Through his immediate family’s world views and integral belief system, they turned Guitar Man into the resident caretaker, fix everything guy, rescue everyone guy, meanwhile keeping his self esteem and personal belief system so low, reinforcing the belief that he could not take care of himself, never nurturing ideas such as personal growth, health well-being and soundness of mind, that what they produced was an adult dependant. Co-dependant.

 

I saw a lot of this. I didn’t have the idea of coming in and ‘rescuing’ him from anything, but perhaps somewhere in the back of my mind was the desire to bring positive change, hence my own egotistical and self-serving desires come through.

 

There was one screaming fight I got into with B. While living up on the mountain in the summer, and Guitar Man spent his days getting wood or puttering around doing God knows what, I was working full time, driving 80 miles a day to get there and back. It was during this time I purchased a 1977 Dodge step side pickup for $500 from a friend of mine. The engine needed major work, but I have a passion for step-side pickups and had wanted one for years. It was my own money, I was debt free, I wanted one, I got it.

 

Guitar Man and I were sitting up at B’s cabin(shack) having dinner. B started in on me about buying my truck. Told me I needed to quit buying old junk trucks, otherwise I would be just like him with a bunch of junk cars all over (Ha! NOT!), and what came out of his mouth next, if it hadn’t stunned me so completely, would have landed a punch right in his mouth.

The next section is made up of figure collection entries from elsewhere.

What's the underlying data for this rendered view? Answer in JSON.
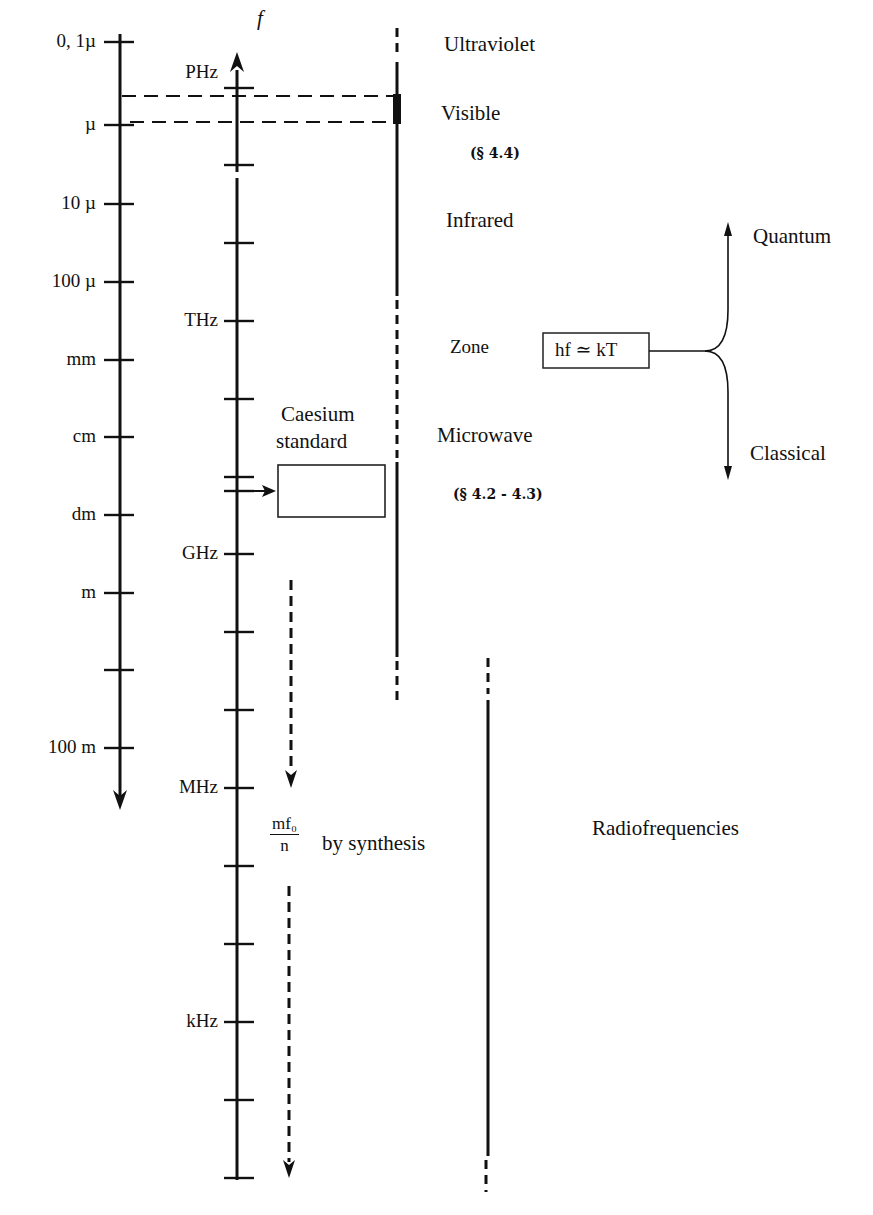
{
  "header": {
    "cropped_title_fragment": "frequency"
  },
  "wavelength_axis": {
    "name": "wavelength",
    "direction": "down",
    "ticks": [
      {
        "label": "0, 1µ",
        "y": 42
      },
      {
        "label": "µ",
        "y": 125
      },
      {
        "label": "10 µ",
        "y": 204
      },
      {
        "label": "100 µ",
        "y": 282
      },
      {
        "label": "mm",
        "y": 360
      },
      {
        "label": "cm",
        "y": 437
      },
      {
        "label": "dm",
        "y": 515
      },
      {
        "label": "m",
        "y": 593
      },
      {
        "label": "",
        "y": 670
      },
      {
        "label": "100 m",
        "y": 748
      }
    ]
  },
  "frequency_axis": {
    "name": "f",
    "direction": "up",
    "ticks": [
      {
        "label": "PHz",
        "y": 88
      },
      {
        "label": "",
        "y": 165
      },
      {
        "label": "",
        "y": 243
      },
      {
        "label": "THz",
        "y": 321
      },
      {
        "label": "",
        "y": 399
      },
      {
        "label": "",
        "y": 477
      },
      {
        "label": "",
        "y": 491
      },
      {
        "label": "GHz",
        "y": 554
      },
      {
        "label": "",
        "y": 632
      },
      {
        "label": "",
        "y": 710
      },
      {
        "label": "MHz",
        "y": 788
      },
      {
        "label": "",
        "y": 866
      },
      {
        "label": "",
        "y": 944
      },
      {
        "label": "kHz",
        "y": 1022
      },
      {
        "label": "",
        "y": 1100
      },
      {
        "label": "",
        "y": 1178
      }
    ]
  },
  "bands": {
    "ultraviolet": "Ultraviolet",
    "visible": "Visible",
    "visible_ref": "(§ 4.4)",
    "infrared": "Infrared",
    "zone": "Zone",
    "microwave": "Microwave",
    "microwave_ref": "(§ 4.2 - 4.3)",
    "radiofrequencies": "Radiofrequencies"
  },
  "caesium": {
    "line1": "Caesium",
    "line2": "standard"
  },
  "synthesis": {
    "numerator": "mf₀",
    "denominator": "n",
    "text": "by synthesis"
  },
  "regime": {
    "equation": "hf ≃ kT",
    "upper": "Quantum",
    "lower": "Classical"
  }
}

“Besides!” B ranted at me, “You have to save your money so you can take care of Guitar Man!”

My temper snapped. I roared, “GUITAR MAN CAN TAKE CARE OF HIMSELF!!!” to which B yelled vehemently, “No he can’t!”

“YES HE CAN!” I bellowed and left the house.

 

I was furious. Here was B’s belief system, verifying things S had told me. B, when they were married refused to work. S said it was because he was afraid she wouldn’t come home if he went to work. But also, in the area where we live where poverty, domestic violence and joblessness are rampant, there seems to be this character trait of a lot of abusive men to let the women work, then use all their money. This is essentially what B was telling me I was supposed to do. Work my ass off while his son reaped the benefits. Take care of his son, whom he fully believed to be incapable of taking care of himself, and at that time who hadn’t learned how, no thanks to the parenting he received growing up. The weird thing is, B doesn’t really thing he is capable taking care of his own self and he seems to have this desperate desire, some driven by his mental illness, no doubt, that his ex-wife and children need to take care of him.

 

I am not talking about your typical elder care of a sick family member, but something way more co-dependant and unhealthy. B wants his family around so he can ‘watch’ them. even if no words are exchanged. It brings him security and comfort and he cannot be left alone because he will panic and have anxiety attacks. I don’t know how often I have heard the phrase, “Dad gets frantic.” when describing B. So these deep psychological and emotional issues go on, untreated and passed down. I saw this clearly after Guitar Man’s sister, whom I will call Vap moved herself, her abusive husband and their three physically and deeply emotionally abused kids over to live with B and I got to see family neglect up close and personal.

 

Not only was this deeply disturbing to witness first hand, just on basic principle, but I had a major conflict at the time. My job, at this time was as a case manager for a State assisted child care agency. As a government employee, there were certain rules and regulations that I had to follow regarding witnessing abuse and neglect. By law, I was a mandated reporter.